While House Republicans are celebrating the passage of the American Health Care Act, many are criticizing the bill, saying a provision allowing states to waive certain requirements could leave people with pre-existing conditions priced out of coverage.
U.S. Rep. Mark Meadows, who helped the amended bill gain enough support to pass the House 217-213, says recent amendments provide protections for people with pre-existing conditions.
“I think probably the biggest confusion is really a narrative that pre-existing conditions won’t be covered because of allowing people to rate insurance based on health conditions,” he said.
“If you’re one of the 176 million people” who get insurance coverage in a group plan from their employers, or are on Medicare or Medicaid, he said, there will be no changes in coverage for pre-existing conditions.
Who could be affected are the 9.3 million people in the U.S. who get coverage through the Obamacare exchange or the individual market, he said.
Meadows released a statement shortly after the House voted on the bill, saying the process was never about getting a win for Republicans or the Freedom Caucus, but “it’s about getting a win for the countless Americans who are being crushed by the broken system of Obamacare.”
In the statement, he said that from the earliest stages of the discussion, his goals were to bring down insurance premiums and to protect people with pre-existing conditions, that there is still work to be done and that he looks forward to working with the Senate to improve the bill.
Just as he was instrumental in the House passing the amended bill, Meadows was instrumental in the failure of the bill’s initial form.

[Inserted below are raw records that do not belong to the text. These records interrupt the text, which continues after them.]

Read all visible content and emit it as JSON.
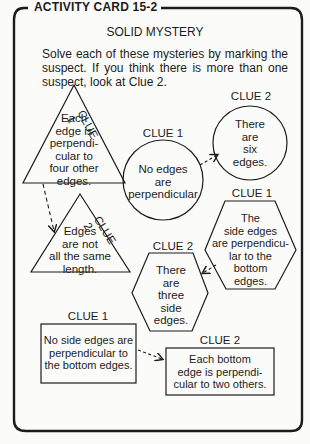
{
  "card": {
    "title": "ACTIVITY CARD 15-2",
    "subtitle": "SOLID MYSTERY",
    "instructions": "Solve each of these mysteries by marking the suspect. If you think there is more than one suspect, look at Clue 2."
  },
  "mysteries": [
    {
      "clue1": {
        "label": "CLUE 1",
        "shape": "triangle",
        "lines": [
          "Each",
          "edge is",
          "perpendi-",
          "cular to",
          "four other",
          "edges."
        ]
      },
      "clue2": {
        "label": "CLUE 2",
        "shape": "triangle",
        "lines": [
          "Edges",
          "are not",
          "all the same",
          "length."
        ]
      }
    },
    {
      "clue1": {
        "label": "CLUE 1",
        "shape": "circle",
        "lines": [
          "No edges",
          "are",
          "perpendicular"
        ]
      },
      "clue2": {
        "label": "CLUE 2",
        "shape": "circle",
        "lines": [
          "There",
          "are",
          "six",
          "edges."
        ]
      }
    },
    {
      "clue1": {
        "label": "CLUE 1",
        "shape": "hexagon",
        "lines": [
          "The",
          "side edges",
          "are perpendicu-",
          "lar to the",
          "bottom",
          "edges."
        ]
      },
      "clue2": {
        "label": "CLUE 2",
        "shape": "hexagon",
        "lines": [
          "There",
          "are",
          "three",
          "side",
          "edges."
        ]
      }
    },
    {
      "clue1": {
        "label": "CLUE 1",
        "shape": "rectangle",
        "lines": [
          "No side edges are",
          "perpendicular to",
          "the bottom edges."
        ]
      },
      "clue2": {
        "label": "CLUE 2",
        "shape": "rectangle",
        "lines": [
          "Each bottom",
          "edge is perpendi-",
          "cular to two others."
        ]
      }
    }
  ],
  "colors": {
    "ink": "#1c1c1c",
    "paper": "#fbfbf9"
  }
}
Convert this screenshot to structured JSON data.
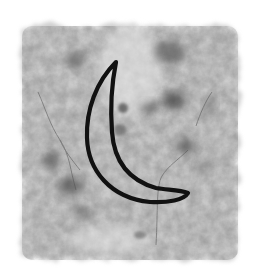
{
  "image": {
    "subject": "crescent moon outline on grunge texture",
    "icon": "crescent-moon-icon",
    "colors": {
      "background": "#ffffff",
      "texture_light": "#d2d2d2",
      "texture_mid": "#9a9a9a",
      "texture_dark": "#4a4a4a",
      "stroke": "#111111"
    }
  }
}
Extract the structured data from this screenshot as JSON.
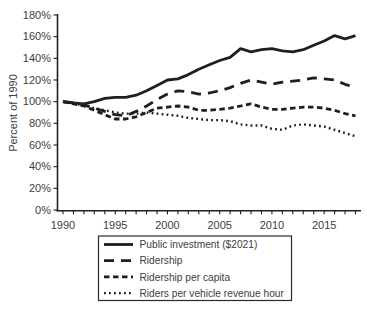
{
  "chart_data": {
    "type": "line",
    "title": "",
    "ylabel": "Percent of 1990",
    "xlabel": "",
    "x": [
      1990,
      1991,
      1992,
      1993,
      1994,
      1995,
      1996,
      1997,
      1998,
      1999,
      2000,
      2001,
      2002,
      2003,
      2004,
      2005,
      2006,
      2007,
      2008,
      2009,
      2010,
      2011,
      2012,
      2013,
      2014,
      2015,
      2016,
      2017,
      2018
    ],
    "x_tick_label_years": [
      1990,
      1995,
      2000,
      2005,
      2010,
      2015
    ],
    "ylim": [
      0,
      180
    ],
    "y_tick_step": 20,
    "y_tick_suffix": "%",
    "grid": false,
    "legend_position": "bottom-center",
    "colors": {
      "line": "#1f1f1f",
      "axis": "#1f1f1f",
      "text": "#3d3d3d",
      "background": "#ffffff",
      "legend_border": "#2a2a2a"
    },
    "series": [
      {
        "name": "Public investment ($2021)",
        "style": "solid",
        "values": [
          100,
          99,
          98,
          100,
          103,
          104,
          104,
          106,
          110,
          115,
          120,
          121,
          125,
          130,
          134,
          138,
          141,
          149,
          146,
          148,
          149,
          147,
          146,
          148,
          152,
          156,
          161,
          158,
          161
        ]
      },
      {
        "name": "Ridership",
        "style": "long-dash",
        "values": [
          100,
          99,
          97,
          94,
          91,
          88,
          87,
          91,
          96,
          102,
          107,
          110,
          109,
          107,
          108,
          110,
          113,
          117,
          120,
          118,
          116,
          118,
          119,
          120,
          122,
          121,
          120,
          116,
          113
        ]
      },
      {
        "name": "Ridership per capita",
        "style": "short-dash",
        "values": [
          100,
          98,
          96,
          92,
          88,
          84,
          84,
          86,
          90,
          94,
          95,
          96,
          95,
          92,
          92,
          93,
          94,
          96,
          98,
          95,
          93,
          93,
          94,
          95,
          95,
          94,
          92,
          89,
          87
        ]
      },
      {
        "name": "Riders per vehicle revenue hour",
        "style": "dotted",
        "values": [
          100,
          98,
          97,
          94,
          92,
          90,
          89,
          89,
          90,
          89,
          88,
          87,
          85,
          84,
          83,
          83,
          82,
          79,
          78,
          78,
          75,
          74,
          78,
          79,
          78,
          77,
          74,
          71,
          68
        ]
      }
    ]
  }
}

The biggest issue he had was premiums, he said, as most people in his district would have seen a 15- to 29-percent increase in the short term.
The new version of the bill, provided North Carolina takes a waiver, he said, “will lower premiums for most of the people that I serve around 40 percent.”
Even if North Carolina doesn’t take the waiver, he expects premiums to drop around 22 percent.
Jaclyn Kigler, managing attorney for Pisgah Legal Services, said that PLS is very concerned about the bill as it stands now, but stressed that the Afordable Care Act is still the law and people can still get health insurance, with open enrollment slated to start in November.
“We’re watching it closely,” she said. PLS is hopeful that many of the protections for low-income people and people with pre-existing conditions will be built back into any bill that comes out of the Senate.
In terms of pre-existing conditions, she said, the proposal that passed the House essentially allows states to request a waiver to scale back certain essential benefits required under the ACA, known as Obamacare.
But the protections for people with pre-existing conditions in the bill are three-fold, Meadows explained, through three amendments to the AHCA which take measures to prohibit premium increases for major diagnoses or chronic conditions, create a federal high-risk pool and add more money for those high-risk pools.
Meadows worked with New Jersey Rep. Tom MacArthur on an amendment that made several changes to the initial AHCA. States would be allowed to obtain waivers from certain federal standards like essential health benefits and some community rating rules in the interest of lowering premium costs and insuring more people.
The amendment also included retaining certain ACA provisions like prohibiting discrimination based on gender and keeping dependents on parents’ plans up to age 26.
Another provision of that amendment, Meadows noted, protects a person with continuous insurance coverage from having their premiums increased in the event of a serious diagnosis or chronic disease.
A release from MacArthur’s office about the amendment says it explicitly maintains protections for pre-existing conditions and that no state, under any circumstances, “may ever obtain a waiver for guaranteed issue of coverage, guaranteed renewability of coverage, or the prohibition of denying coverage due to pre-existing conditions.”
The release also says those with pre-existing conditions won’t be priced out of the market because states would be required to set up a program for high-risk individuals or premium stabilization, or to participate in the federal invisible risk-sharing program, and that no state may obtain a waiver for health status unless it has taken those steps.
Reps. Gary Palmer (R-Ala.) and David Schweikert (R-Ariz.), also Freedom Caucus members, introduced an amendment to the AHCA, Meadows said, that creates a high-risk pool at the federal level. This will also be a requirement to be adopted by states seeking a waiver for health status ratings.
Citing the Centers for Medicare and Medicaid Services, Kigler said that in Henderson County, data shows 6,782 Marketplace plan selections from Nov. 1, 2016 to Jan. 31, 2017. Ninety-two percent of those received an advance premium tax credit, slightly higher than the state average of 90 percent. The average monthly tax credit in the county is $620 a month.
Those plans don’t represent just 6,782 people, only plan selections, she noted, explaining that one of those plans may cover 10 people.